What’s this called? Baby-led weaning. You present healthy, whole foods to your baby, and your baby feeds herself and decides when she’s done. This is the way that babies were fed for hundreds of thousands of years, until about 80 years ago when some corporations decided to market processed food to parents. Those parents bought the food because it seemed new and fashionable; a mark that you could afford it. And then, pretty soon, people thought that was the only thing you were supposed to feed your baby. Science told moms that their milk wasn’t enough to keep babies alive, so moms should start pureeing “real” food and spooning it down their month-old babies’ throats. And then, pretty soon, people thought that even older babies were supposed to eat pureed food. That’s not how babies are designed to be fed. Babies who are weaned onto real food and still mostly drink breast milk don’t have constipation problems. Babies who wean themselves don’t reject foods with texture and flavor. They have fewer allergies, they suffer less from gluten-intolerance, Crohn’s Disease, and obesity.

It makes logical sense. And it’s easier.


Stop believing a corporation’s marketing about what your child should be eating and when. Ignore your doctor when they tell you can start feeding your child solid food before they're six months old--especially if your baby is less than four months. Your doctor is probably old and doesn't know better. You know better. You know your baby. And your baby is smart. Your baby will reach over, grab food, and start eating it when she's ready to start eating solid food. Open a banana, not a jar.


Thank you Azucar for posting on my blog, and for being my biggest breast feeding support via Twitter. She is my go-to for my questions!

7 comments:

Sam Jo said...

Awesome info! I ont even have little ones yet and it's got me thinking! Thanks!

Vanessa said...

I STILL remember when I was a nanny out in Boston I worked for these two ladies...they kind of "shared" me.

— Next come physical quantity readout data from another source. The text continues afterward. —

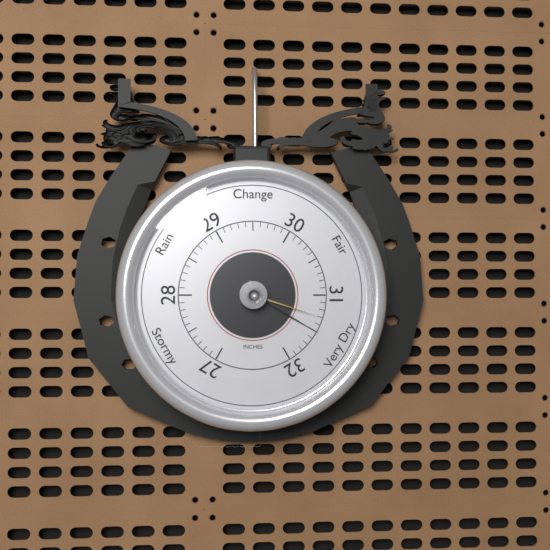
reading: 31.5 inHg
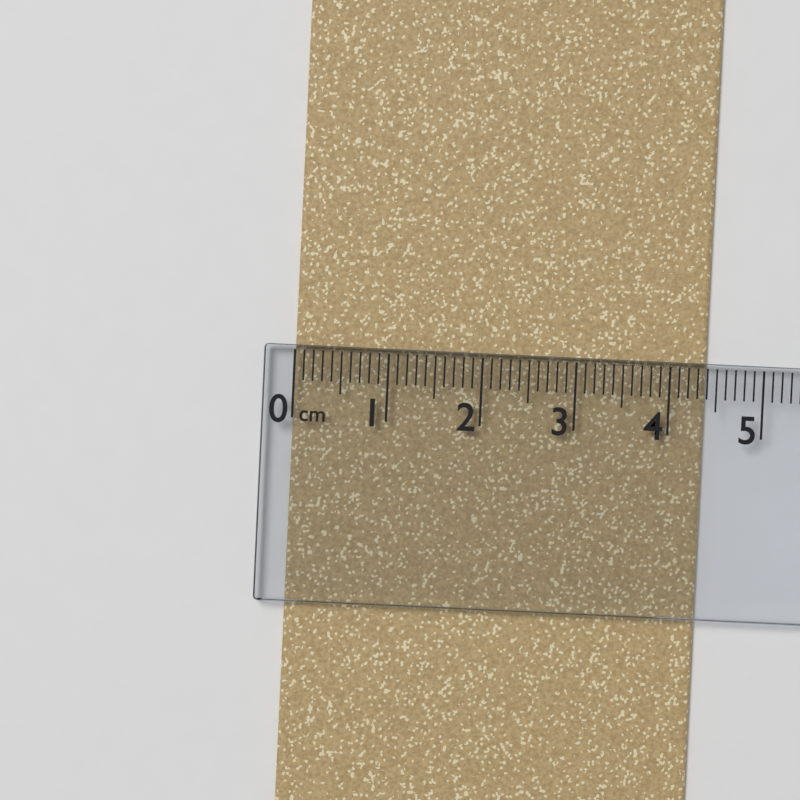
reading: 4.4 cm
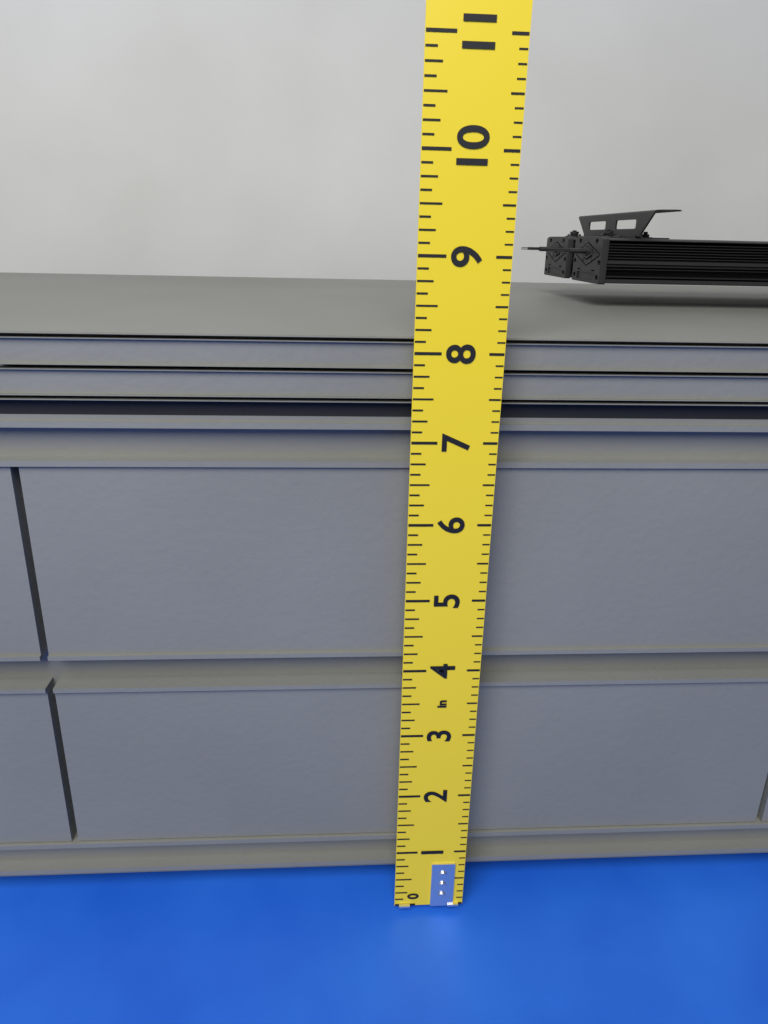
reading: 8.125 in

Anyways they were SO STRESSED that their baby was not sleeping through the night at 2 1/2 months that their doctor told them to go ahead and start giving them rice cereal.

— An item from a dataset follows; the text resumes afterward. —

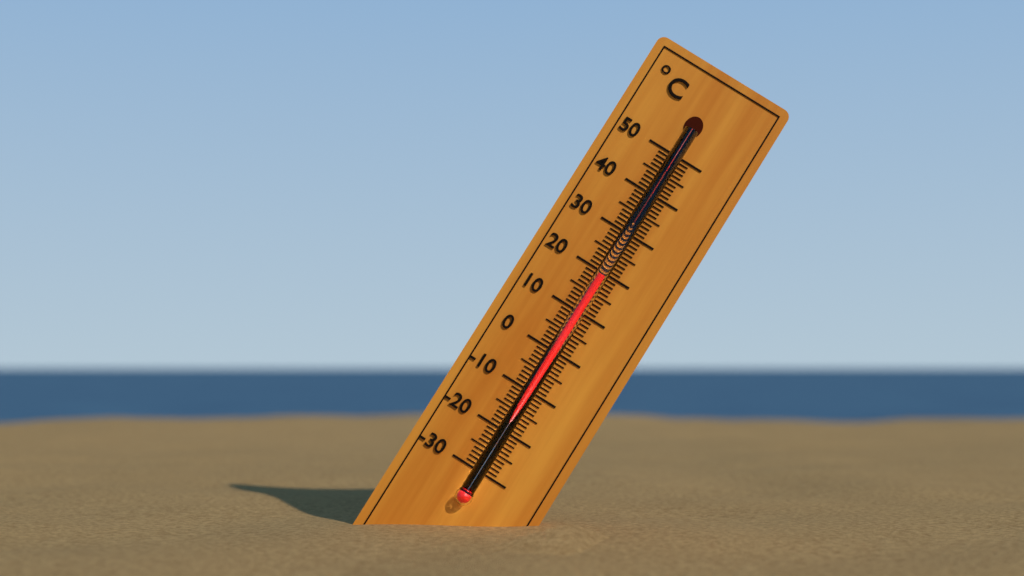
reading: 19 °C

Of course the job of giving the screaming could not even sit up in the highchair baby his rice cereal fell on me...cause it wasn't fun for them to do. It was HORRIBLE. I couldn't and wouldn't do it. I told them that I just wasn't good with feeding babies so they ended up going back to doing it themselves.

But the whole time I was thinking boy this does not seem right...this does not seem natural!

Neither of my girls liked the stuff (rice cereal) so I gave up after one try. Even the whole grain and organic stuff they hated. Fine with me, I am glad I could let it go and not force it on them.

-vanessa inevergrewup.net

Carina said...

It's bizarre. And a DOCTOR telling them to start rice cereal to get baby to sleep though the night? Despite that babies that age have a biological need to eat frequently, even at night? Despite that rice cereal that early predisposes a child to a life time of allergies? Despite introduction of solids too early causes long term harm?

Yes. By all means.

Unknown said...

I was told to do the same thing with Van. Crazy, right??!! She hated it, and it never "worked"!

Pam Baumeister said...

I never had a doctor tell me to give my baby food...but, I did have a doctor tell me that my baby needed to have formula because she wasn't gaining weight fast enough. Luckily I listened to my instincts and just kept nursing her. Now I realize my babies are just smaller than average until they're about two. Breastfeeding is best and mommy instincts are always right. Great post, Carina!

Carina said...

p.s. that's my baby eating salmon and veggies with brown rice :)

dust and kam said...

Great ideas to think about. Thinking about making a few changes. :) thank you!